The current members of the partnership are: East Dunbartonshire Council, East Renfrewshire Council, Glasgow City Council, Inverclyde Council, North Lanarkshire Council, Renfrewshire Council, Scottish Environment Protection Agency, South Lanarkshire Council, Strathclyde Partnership for Transport, University of Glasgow, University of Strathclyde and West Dunbartonshire Council.
Verture provide Technical Secretariat support for the initiative and is responsible for partnership co-ordination, leading on or supporting member organisations to drive forward and enable the delivery of Flagship Actions, communication, exploring and securing new investment and income opportunities, sharing knowledge, learning and expertise with CRC members, monitoring and evaluation.
The Secretariat function and work of the partnership is jointly funded by the 12 member organisations. The initiative is governed by a Terms of Reference with all partners signed up to supporting and delivering the Adaptation Strategy. In terms of governance, the local authorities meet quarterly at the Local Authority Forum and other members also meet quarterly at Action Group meetings.
Policy and funding
Due to the need for a cross-sector response to the climate emergency, CRC has been made possible by multiple national, regional and local policies.
These include:
- Climate Change (Scotland) Act 2009
- Scottish National Adaptation Plan 2024-2029 (SNAP3 and previous plans)
- National Planning Framework 4 (NPF4)
- Glasgow City Region Regional Spatial Strategy and Regional Economic Strategy
- Local Development, Climate Change and other relevant plans
The initiative has been funding in a number of ways since it was established in 2011: - Scottish Government supported CRC’s early development including funding for a comprehensive climate risk and opportunity assessment and strategy work through the Adaptation Scotland programme. The Scottish Government are currently exploring opportunities to support the delivery phase of CRC through a newly established Regional Adaptation Fund.
- Member Contributions – the initiative and work of the Secretariat is financed by member organisations who annually contribute equal amounts.
- External funding for projects e.g. EIT Climate-KIC (EU Innovation Funding) for Clyde Rebuilt project. Verture and CRC partners also secure internal and external funding for capital projects such as Clyde Climate Forest, other habitat restoration/flood management projects and community engagement work.
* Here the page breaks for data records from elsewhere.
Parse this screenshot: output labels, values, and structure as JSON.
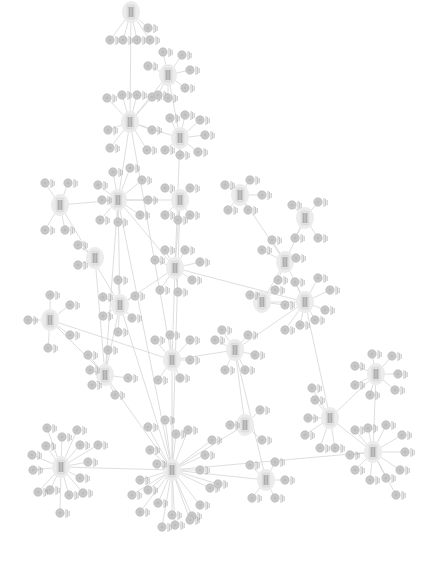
{
  "diagram": {
    "type": "network-graph",
    "orientation": "rotated-90",
    "colors": {
      "edge": "#d6d6d6",
      "leaf_node": "#c9c9c9",
      "hub_node": "#e2e2e2",
      "text": "#777777",
      "background": "#ffffff"
    },
    "hubs": [
      {
        "id": "h1",
        "x": 130,
        "y": 122,
        "leaves": [
          [
            107,
            98
          ],
          [
            122,
            95
          ],
          [
            137,
            95
          ],
          [
            152,
            97
          ],
          [
            108,
            130
          ],
          [
            152,
            130
          ],
          [
            110,
            148
          ],
          [
            147,
            150
          ]
        ]
      },
      {
        "id": "h2",
        "x": 168,
        "y": 75,
        "leaves": [
          [
            148,
            66
          ],
          [
            163,
            52
          ],
          [
            182,
            55
          ],
          [
            190,
            70
          ],
          [
            185,
            88
          ],
          [
            158,
            95
          ],
          [
            168,
            98
          ]
        ]
      },
      {
        "id": "h3",
        "x": 131,
        "y": 12,
        "leaves": [
          [
            110,
            40
          ],
          [
            123,
            40
          ],
          [
            137,
            40
          ],
          [
            150,
            40
          ],
          [
            148,
            28
          ]
        ]
      },
      {
        "id": "h4",
        "x": 180,
        "y": 138,
        "leaves": [
          [
            170,
            118
          ],
          [
            185,
            115
          ],
          [
            200,
            120
          ],
          [
            205,
            135
          ],
          [
            198,
            152
          ],
          [
            180,
            155
          ],
          [
            165,
            150
          ]
        ]
      },
      {
        "id": "h5",
        "x": 60,
        "y": 205,
        "leaves": [
          [
            45,
            183
          ],
          [
            68,
            183
          ],
          [
            45,
            230
          ],
          [
            65,
            230
          ]
        ]
      },
      {
        "id": "h6",
        "x": 118,
        "y": 200,
        "leaves": [
          [
            98,
            185
          ],
          [
            113,
            172
          ],
          [
            130,
            168
          ],
          [
            142,
            180
          ],
          [
            148,
            200
          ],
          [
            140,
            215
          ],
          [
            100,
            220
          ],
          [
            118,
            222
          ],
          [
            102,
            200
          ]
        ]
      },
      {
        "id": "h7",
        "x": 180,
        "y": 200,
        "leaves": [
          [
            165,
            188
          ],
          [
            190,
            188
          ],
          [
            165,
            215
          ],
          [
            190,
            215
          ],
          [
            178,
            220
          ]
        ]
      },
      {
        "id": "h8",
        "x": 95,
        "y": 258,
        "leaves": [
          [
            78,
            245
          ],
          [
            78,
            265
          ]
        ]
      },
      {
        "id": "h9",
        "x": 175,
        "y": 268,
        "leaves": [
          [
            155,
            260
          ],
          [
            165,
            250
          ],
          [
            185,
            250
          ],
          [
            200,
            262
          ],
          [
            192,
            280
          ],
          [
            160,
            290
          ],
          [
            178,
            292
          ]
        ]
      },
      {
        "id": "h10",
        "x": 120,
        "y": 305,
        "leaves": [
          [
            118,
            280
          ],
          [
            103,
            297
          ],
          [
            103,
            316
          ],
          [
            135,
            296
          ],
          [
            132,
            318
          ],
          [
            118,
            332
          ]
        ]
      },
      {
        "id": "h11",
        "x": 50,
        "y": 320,
        "leaves": [
          [
            50,
            295
          ],
          [
            70,
            305
          ],
          [
            28,
            320
          ],
          [
            70,
            335
          ],
          [
            48,
            348
          ]
        ]
      },
      {
        "id": "h12",
        "x": 105,
        "y": 375,
        "leaves": [
          [
            88,
            355
          ],
          [
            108,
            350
          ],
          [
            92,
            385
          ],
          [
            90,
            370
          ],
          [
            115,
            395
          ],
          [
            128,
            378
          ]
        ]
      },
      {
        "id": "h13",
        "x": 172,
        "y": 360,
        "leaves": [
          [
            155,
            340
          ],
          [
            170,
            335
          ],
          [
            190,
            340
          ],
          [
            158,
            380
          ],
          [
            180,
            378
          ],
          [
            190,
            360
          ]
        ]
      },
      {
        "id": "h14",
        "x": 240,
        "y": 195,
        "leaves": [
          [
            225,
            185
          ],
          [
            250,
            180
          ],
          [
            262,
            195
          ],
          [
            248,
            210
          ],
          [
            228,
            210
          ]
        ]
      },
      {
        "id": "h15",
        "x": 305,
        "y": 218,
        "leaves": [
          [
            292,
            205
          ],
          [
            318,
            202
          ],
          [
            295,
            238
          ],
          [
            318,
            238
          ]
        ]
      },
      {
        "id": "h16",
        "x": 285,
        "y": 262,
        "leaves": [
          [
            262,
            250
          ],
          [
            272,
            240
          ],
          [
            296,
            258
          ],
          [
            278,
            280
          ]
        ]
      },
      {
        "id": "h17",
        "x": 262,
        "y": 302,
        "leaves": [
          [
            250,
            295
          ],
          [
            275,
            290
          ],
          [
            285,
            305
          ]
        ]
      },
      {
        "id": "h18",
        "x": 305,
        "y": 302,
        "leaves": [
          [
            295,
            282
          ],
          [
            318,
            278
          ],
          [
            330,
            290
          ],
          [
            325,
            310
          ],
          [
            315,
            320
          ],
          [
            300,
            325
          ],
          [
            285,
            330
          ]
        ]
      },
      {
        "id": "h19",
        "x": 235,
        "y": 350,
        "leaves": [
          [
            215,
            340
          ],
          [
            222,
            330
          ],
          [
            248,
            335
          ],
          [
            255,
            355
          ],
          [
            245,
            370
          ],
          [
            225,
            370
          ]
        ]
      },
      {
        "id": "h20",
        "x": 330,
        "y": 418,
        "leaves": [
          [
            315,
            400
          ],
          [
            308,
            418
          ],
          [
            305,
            435
          ],
          [
            320,
            448
          ],
          [
            335,
            448
          ],
          [
            312,
            388
          ]
        ]
      },
      {
        "id": "h21",
        "x": 376,
        "y": 374,
        "leaves": [
          [
            355,
            366
          ],
          [
            372,
            354
          ],
          [
            392,
            356
          ],
          [
            398,
            374
          ],
          [
            395,
            390
          ],
          [
            370,
            395
          ],
          [
            355,
            385
          ]
        ]
      },
      {
        "id": "h22",
        "x": 373,
        "y": 452,
        "leaves": [
          [
            355,
            430
          ],
          [
            368,
            428
          ],
          [
            386,
            425
          ],
          [
            402,
            435
          ],
          [
            405,
            452
          ],
          [
            400,
            470
          ],
          [
            386,
            478
          ],
          [
            370,
            480
          ],
          [
            355,
            470
          ],
          [
            350,
            455
          ],
          [
            396,
            495
          ]
        ]
      },
      {
        "id": "h23",
        "x": 61,
        "y": 467,
        "leaves": [
          [
            47,
            428
          ],
          [
            62,
            437
          ],
          [
            77,
            430
          ],
          [
            80,
            445
          ],
          [
            88,
            462
          ],
          [
            80,
            478
          ],
          [
            83,
            493
          ],
          [
            69,
            495
          ],
          [
            50,
            490
          ],
          [
            38,
            492
          ],
          [
            33,
            470
          ],
          [
            32,
            455
          ],
          [
            46,
            446
          ],
          [
            98,
            445
          ],
          [
            60,
            513
          ]
        ]
      },
      {
        "id": "h24",
        "x": 172,
        "y": 470,
        "leaves": [
          [
            148,
            427
          ],
          [
            165,
            420
          ],
          [
            176,
            434
          ],
          [
            188,
            430
          ],
          [
            150,
            450
          ],
          [
            157,
            464
          ],
          [
            140,
            480
          ],
          [
            132,
            495
          ],
          [
            148,
            490
          ],
          [
            158,
            503
          ],
          [
            140,
            512
          ],
          [
            172,
            515
          ],
          [
            192,
            516
          ],
          [
            200,
            505
          ],
          [
            210,
            488
          ],
          [
            200,
            470
          ],
          [
            205,
            455
          ],
          [
            212,
            440
          ],
          [
            218,
            484
          ],
          [
            190,
            520
          ],
          [
            162,
            527
          ],
          [
            175,
            525
          ]
        ]
      },
      {
        "id": "h25",
        "x": 245,
        "y": 425,
        "leaves": [
          [
            230,
            425
          ],
          [
            260,
            410
          ],
          [
            262,
            440
          ]
        ]
      },
      {
        "id": "h26",
        "x": 266,
        "y": 480,
        "leaves": [
          [
            250,
            465
          ],
          [
            275,
            462
          ],
          [
            285,
            480
          ],
          [
            275,
            498
          ],
          [
            252,
            498
          ]
        ]
      }
    ],
    "hub_links": [
      [
        "h1",
        "h3"
      ],
      [
        "h1",
        "h2"
      ],
      [
        "h1",
        "h4"
      ],
      [
        "h1",
        "h6"
      ],
      [
        "h2",
        "h4"
      ],
      [
        "h6",
        "h5"
      ],
      [
        "h6",
        "h7"
      ],
      [
        "h6",
        "h9"
      ],
      [
        "h6",
        "h10"
      ],
      [
        "h6",
        "h12"
      ],
      [
        "h7",
        "h9"
      ],
      [
        "h9",
        "h10"
      ],
      [
        "h9",
        "h13"
      ],
      [
        "h10",
        "h12"
      ],
      [
        "h10",
        "h24"
      ],
      [
        "h11",
        "h13"
      ],
      [
        "h12",
        "h24"
      ],
      [
        "h13",
        "h24"
      ],
      [
        "h13",
        "h19"
      ],
      [
        "h14",
        "h16"
      ],
      [
        "h15",
        "h16"
      ],
      [
        "h16",
        "h18"
      ],
      [
        "h16",
        "h17"
      ],
      [
        "h17",
        "h18"
      ],
      [
        "h18",
        "h19"
      ],
      [
        "h18",
        "h20"
      ],
      [
        "h20",
        "h21"
      ],
      [
        "h20",
        "h22"
      ],
      [
        "h21",
        "h22"
      ],
      [
        "h23",
        "h24"
      ],
      [
        "h24",
        "h25"
      ],
      [
        "h24",
        "h26"
      ],
      [
        "h25",
        "h19"
      ],
      [
        "h9",
        "h18"
      ],
      [
        "h4",
        "h9"
      ],
      [
        "h5",
        "h10"
      ],
      [
        "h1",
        "h13"
      ],
      [
        "h8",
        "h12"
      ],
      [
        "h7",
        "h24"
      ],
      [
        "h6",
        "h24"
      ],
      [
        "h11",
        "h12"
      ],
      [
        "h19",
        "h26"
      ],
      [
        "h22",
        "h24"
      ]
    ]
  }
}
- In-Kind Support – partners provide in-kind contributions, such as staff time, data-sharing, and technical expertise.
Impact to date
In 2023, CRC an independent consultant to carry out an interim review of progress in delivering the 16 Flagship Actions and meeting the 3 Stretch Targets set out in the 2021-2025 Action Plan. The review included desk-based data analysis, member and stakeholder interviews and questionnaires to assess CRC’s effectiveness as a catalyst for driving collaboration, capacity and ambition on adaptation across the region.